Sarah, contemplating divorce, writes to Jennifer and the Spouse Support Group:
Can you, or anyone, tell me why, what the point is to remaining married if the husband or the wife has outside relationships? I don't mean the standard, pat answers like 'love', or 'financial security'. I am not asking this in a judgmental way. I am honestly wanting to know. I guess you could say I have begun to question my own values and the beliefs that I have held close to my heart and soul for all these years. What keeps the marriage special, and worth keeping intact when there is no longer anything within it that you couldn't pursue outside of the union?
Jennifer responds:
Sarah,
Your post made me think a lot. I felt very strongly, earlier in my relationship with Sean, that to be his only love was absolutely necessary for our marriage. I mean, I couldn't even consider a life in which he also loved anyone else -- it just seemed to me to destroy the basis for our special relationship. That was even when he was having anonymous sexual encounters with men...which hardly even seemed like relationships, more like "real" pornography.
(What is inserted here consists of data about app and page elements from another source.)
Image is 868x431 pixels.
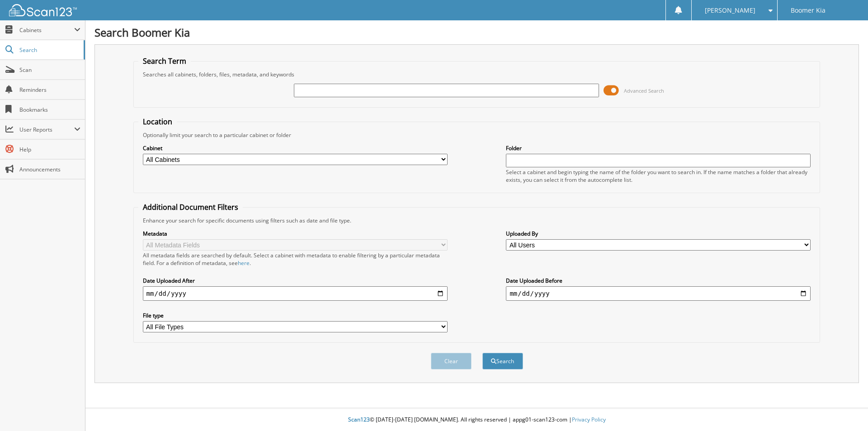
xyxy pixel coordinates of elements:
h1: Search Boomer Kia [94,25,859,40]
label: Date Uploaded After [143,277,448,285]
div: Searches all cabinets, folders, files, metadata, and keywords [139,70,816,78]
label: Uploaded By [506,230,811,238]
span: Help [19,146,80,153]
a: Privacy Policy [572,416,606,423]
div: Select a cabinet and begin typing the name of the folder you want to search in. If the name match... [506,168,811,183]
div: Optionally limit your search to a particular cabinet or folder [139,131,816,139]
span: Bookmarks [19,106,80,114]
span: Advanced Search [624,87,664,94]
div: Enhance your search for specific documents using filters such as date and file type. [139,217,816,224]
label: Date Uploaded Before [506,277,811,285]
legend: Location [139,116,177,126]
span: Cabinets [19,26,74,34]
span: Reminders [19,86,80,94]
span: [PERSON_NAME] [705,8,756,13]
input: start [143,287,448,301]
legend: Additional Document Filters [139,202,243,212]
a: here [238,259,250,267]
span: User Reports [19,126,74,133]
label: File type [143,312,448,319]
label: Cabinet [143,144,448,152]
span: Announcements [19,165,80,173]
img: scan123-logo-white.svg [9,4,77,16]
button: Search [483,353,523,370]
span: Scan123 [348,416,370,423]
label: Folder [506,144,811,152]
button: Clear [431,353,472,370]
legend: Search Term [139,56,191,66]
span: Scan [19,66,80,74]
span: Boomer Kia [791,8,826,13]
label: Metadata [143,230,448,238]
div: All metadata fields are searched by default. Select a cabinet with metadata to enable filtering b... [143,252,448,267]
div: © [DATE]-[DATE] [DOMAIN_NAME]. All rights reserved | appg01-scan123-com | [86,409,868,431]
input: end [506,287,811,301]
span: Search [19,46,79,54]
I have changed on that, but only through the experience of seeing Sean in love with someone else, and seeing that it didn't change his love for me.
I actually think I still believe what you say above - that what keeps marriage special is having something in it that you don't have with anyone else. Like, my daughter has a "special" blanket -- if she had two, then they wouldn't be "special" in the same way.
But what I have had to face is: I have one place in my heart, for the man in my life -- and I put Sean in that place. To put any other man in that place, even for a night, would be to displace Sean, to make him not special to me in the same way.
But Sean has two places in his heart -- one for the woman in his life, and one for the man in his life. It's bizarre, but true. I filled the place for a woman in his life, but then the place for a man was empty, and he suffered. When he found a man to fill that place, he became a fulfilled, much happier person -- the way I felt after finding him. But I don't feel that what is special to our marriage exists in his relationship with Alan - and that is special to their marriage does not exist in Sean's and my relationship. They are really very different, at the core. And one doesn't detract from the other.
Another way of saying it would be: I have two places in my heart - for my husband and for my children. One person can't fill them both. Sean has two places in his heart -- for his wife and for his husband. One person can't fill them both. To ask him to choose only one would be like asking me to choose between him and my children. Either way, my life would be partly empty.
Now, let me say that I DO NOT feel that Sean could be involved with another woman and still make our relationship as important. That would, for me, violate his commitment to me and his promise to make me the person who fills that place in his heart. (I feel more betrayed by a flirtation he had with a woman at work, than by all his years of sex with men). And if he became involved with another man, that would definitely be a violation and betrayal of his commitment to Alan. And Alan and I will cheerfully break both of his legs together if he tries either one!!
For me, where I went wrong in the beginning was in not understanding that Sean's psychology really was different from mine. I thought his loving a man would be like me loving another man, or a straight man loving another women. It just isn't true. But again, I would never have believed that except by experiencing it. When the monster I feared arrived, it turned out to be a friendly dog.
Sarah, I don't know if that makes any sense---it's the best I can do to explain how I see it, now.
I am not, at base, a polyamorous person. Nor is Alan. Nor, in a bizarre way, is Sean. When he has a man, he is not interested in any other men. When he has a woman, he is not interested in any other women. When he has a man and a woman, he has his "family" and isn't interested in love or sex with anyone else. Maybe you could call Sean "bi-ogamous" -- dually heterosexually monogamous and homosexually monogamous.
This isn't a general answer --- it is just what is true for us. I guess I'm saying that I think people really have different psychologies. Our conventional understandings of love and commitment and sexuality come from people who are "mono-sexual" - and the same things don't always apply to people who really do have more complex "love maps" (as the sexuality researcher John Money calls them).
Good luck in your struggles to understand. Please let us know your thoughts as they evolve, we're all trying to discover this new territory together!